Cross posting my recent blog entry...
As documented in THRIFT-601, sending random data to Thrift can cause it
to leak memory.
At Mozilla, we use a web load balancer to distribute traffic to our
Thrift machines, and the default liveness check it uses is a simple TCP
connect. We also had Nagios performing TCP connect checks on these nodes
for general alerting.
All these connects were causing the Thrift servers to start generating
OOM errors sometimes as quickly as a few days after being started.
I wrote a test utility that performs a legitimate Thrift API call (it
actually tries to get the schema of the .META. table) and returns a
success if it can execute the call.
The utility can either run from the command line, or it can use the
lightweight HTTP server class that is part of the Sun JRE 6 and it will
listen for a request to /thrift/health and report back the status.
$ java -jar HbaseThriftTester.jar
Missing required option: [-check Immediately checks the following
host:port combinations and returns a summary message with an exit value
of the number of failures., -listen Run as an HTTP daemon listening on
port.
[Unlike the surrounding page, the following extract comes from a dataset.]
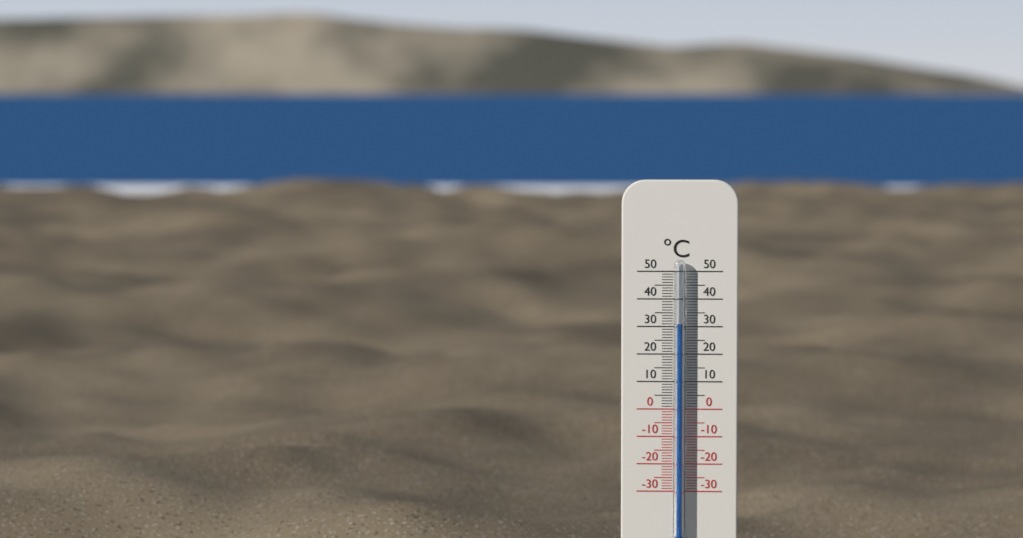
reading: 31 °C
Checks the hosts every time /thrift/health URL is requested.]
usage: HbaseThriftTester [-timeout <ms>] <mode> <host:port>...
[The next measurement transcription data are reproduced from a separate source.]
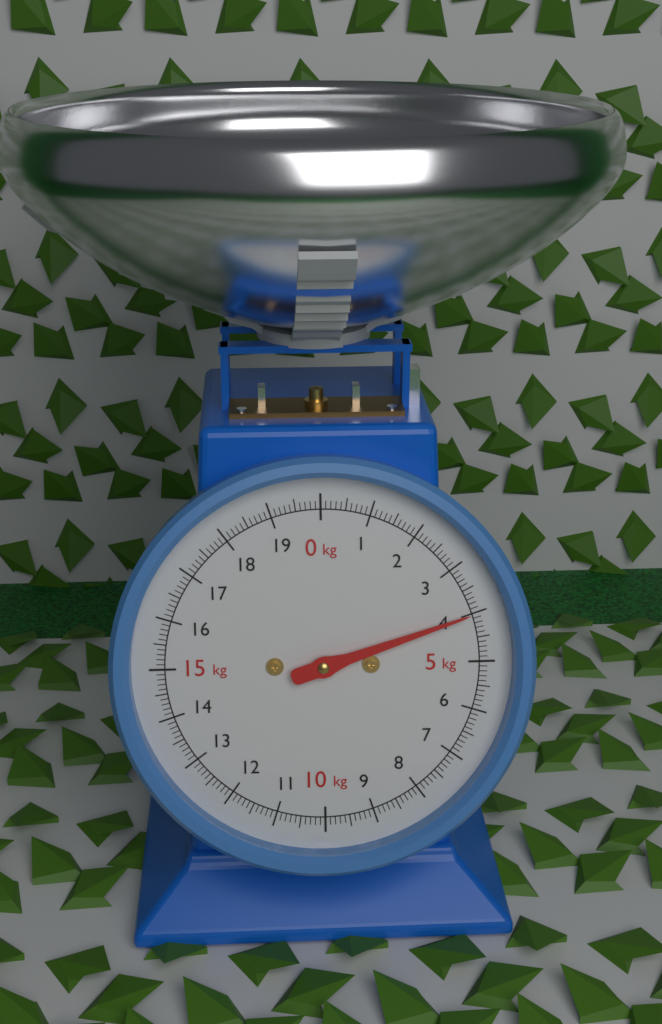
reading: 4.0 kg
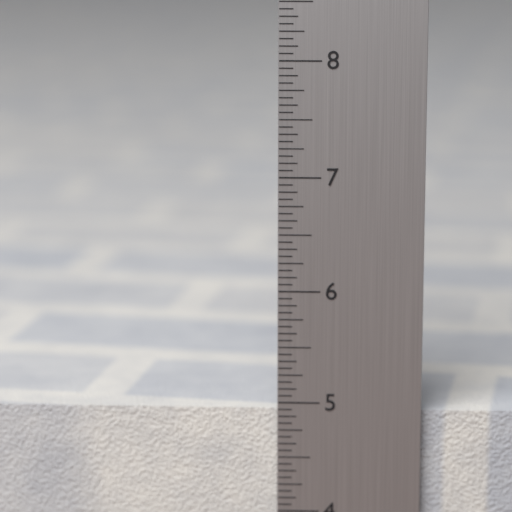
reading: 4.9375 in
-check Immediately checks the following host:port
combinations and returns a summary message with an
exit value of the number of failures.
-listen <port> Run as an HTTP daemon listening on port. Checks the
hosts every time /thrift/health URL is requested.
-timeout <seconds> Number of seconds to wait for Thrift call to
complete
The app is bundled up using one-jar so it is simple and easy to call
from within a Nagios script or some-such. Maybe it will be useful to
someone else. Just pull down the project then build with ant.